One thing to be careful with is terminology regarding control system modes. The Boeing 777 and 787 have three basic modes for manual control: Normal, Secondary, and Direct. All three involve pitch stability augmentation.

Normal Mode is provided unless failures result in insufficient equipment availability to support the full-up suite of functionality. Most pilots will only ever experience this mode as the other two are for rather remote failure conditions.

Secondary and Direct Modes are activated in the event of failures that preclude Normal Mode. These two reversionary modes share the same level of augmentation and thus the same handling qualities. Secondary Mode is activated if sensor input data required to support Normal Mode are no longer available. Direct Mode is activated if control system computational resources required to support Normal or Secondary Mode are no longer available.
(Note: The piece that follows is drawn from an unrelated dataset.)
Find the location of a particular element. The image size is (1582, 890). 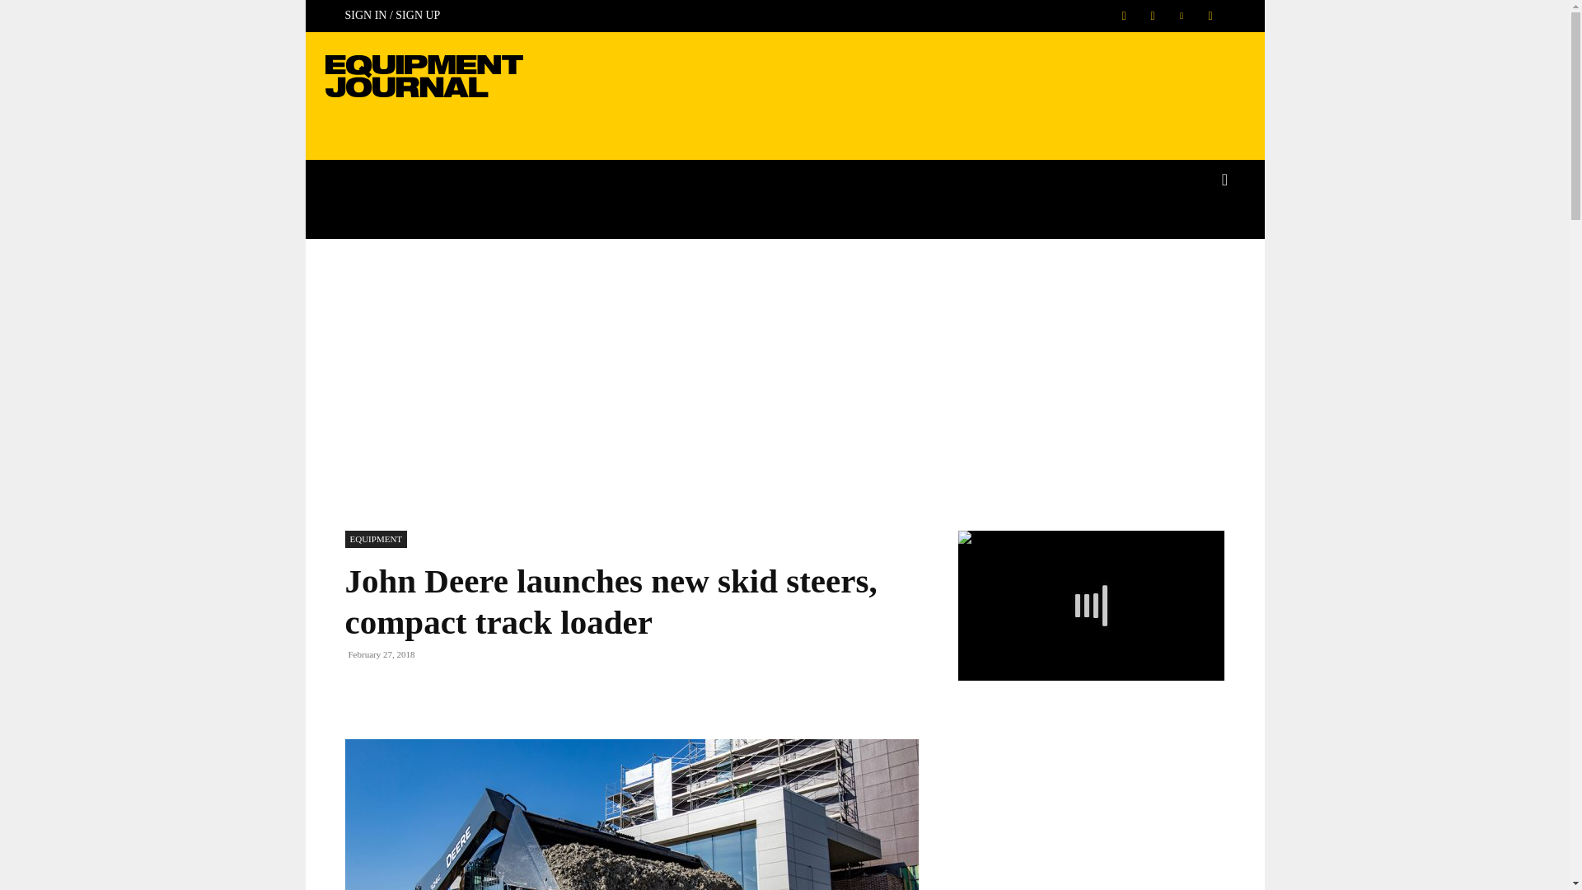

Both Secondary and Direct Modes involve pitch rate feedback to improve pitch stability. Because these are reversionary modes and Normal Mode has sufficient availability, the handling qualities provided by Secondary and Direct Modes are permitted to be degraded. These response characteristics would not be sufficient for certification for every day use.

It turns out that the limitation as to how far the stability can be relaxed is the acceptability of the reversionary mode handling qualities, not what the full-up Normal Mode system can provide. Making it handle well when all of the resources are available is one thing, having it handle acceptably when the stuff has hit the fan is something else.